Humanity, where equipped, has despoiled its environment out of a bottomless collective appetite and little grasp of impact and responsibility on a global level. No matter how much we profess restraint and moral rectitude, the aspects that play for grasping self-interest take precedence every time. On species-wide scale, at least. That is what Savannah believes.
A fervent environmentalist in her college years, her enthusiasm was dulled by the repeated rebuffs of finding out that a plucky attitude wasn’t enough to stand up to entrenched, monied interests. Wounded pride pushed her toward the kind of groups that vandalise logging and mining equipment, but an experience with a wildlife conservation program in grad school put her on a different path.

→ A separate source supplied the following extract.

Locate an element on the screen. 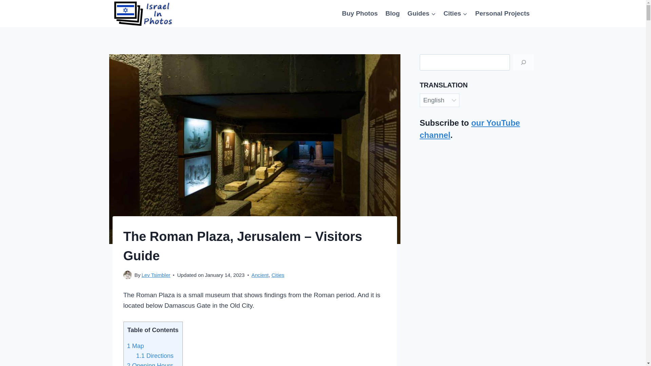  2 Opening Hours is located at coordinates (150, 364).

Savannah won’t talk about it now, not even to the people that she trusts but she knows the thing that the thing she woke up to find rooting around her tent, the thing that was driven off by warning shots from the program head’s rifle, wasn’t a bear. Bears don’t have thumbs or flat, human faces. Bears can’t speak. Once it became clear that pressing that point was only going to invite ridicule she changed tact and feigned acceptance that she’d imagined it talking, weeping and begging for “little Macey and little William” in two different voices between thick, glottal sobs.

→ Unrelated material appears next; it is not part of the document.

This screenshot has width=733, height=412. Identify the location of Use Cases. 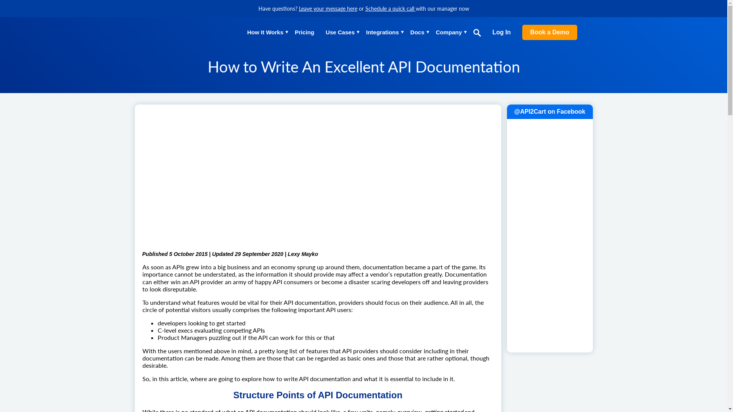
(340, 33).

In reality she couldn’t let it go. Her eyes were opened to the possibility of a world full of the monsters that we cluck and titter over the non-existence of whenever the subject arises. Sasquatch, Nessie, El Chupacabra: some, perhaps most, are blatant falsehoods but Savannah now had her own proof that there was more than conventional wisdom would allow room for. Realizing this gave her hope. The WWF places the number of animal populations wiped out by humans since 1970 at 60%. There’s no room in our world for animals that don’t serve us and, worse, those that do are shackled to our needs. The existence of an entire class of fauna that conventional science won’t acknowledge is an end run around the entire system. So long as it can be kept quiet.
To this end she became a cryptozoologist and a flamboyant one. Playing to all the worst stereotypes of her vocation allows Savannah to poison public discourse with ridiculous behaviour even as she genuinely investigates sightings and reports of cryptid activity. Most of the time it’s nothing except too much beer or kids playing a prank but sometimes there’s something serious and she does her best to muddy the waters.
At a small ranch in the middle of nowhere Savannah keeps and tries to care for the two specimens forced into her hands by circumstance: a small, masterless Unspeakable Servant she caught wreaking havoc on an RV park and an escapee Freudian Chimera. They aren’t the only needles she’s dug out of haystacks, but contriving to hide them here was the only option for those two. If it ever does come down to needing to prove herself right to someone at least it means she has incontrovertible evidence.
STATS
Personality: A guarded optimist who’s been burnt before, Savannah goes right for the deep and meaningful when she’s gauging to anyone she’s just met. Small talk can come later,
Rage: Self-serving cynicism. Using it as a way to cloak ignoble actions as somehow mature and worldly really gets Savannah’s goat.
Noble: Environmentalism. Savannah knows she’s on a weird path, but the roots of her beliefs are still very much her heart.
Fear: Physical Violence. Injury is fine and so is accident but wilful, intentional harm terrifies Savannah (Violence).
Obsession: Hide and care for unnatural critters.
Wound Threshold: 50.
Charlatan 45%* (Substitutes for Lie, Coerces Unnatural, Evaluates Unnatural.)
Unnatural Conservationist 50% (Substitutes for Secrecy, Substitutes for Dodge, Casts Rituals.)
Trust Fund Kid 25% (Substitutes for Status, Protects Helplessness, Unique - A little money to throw around.)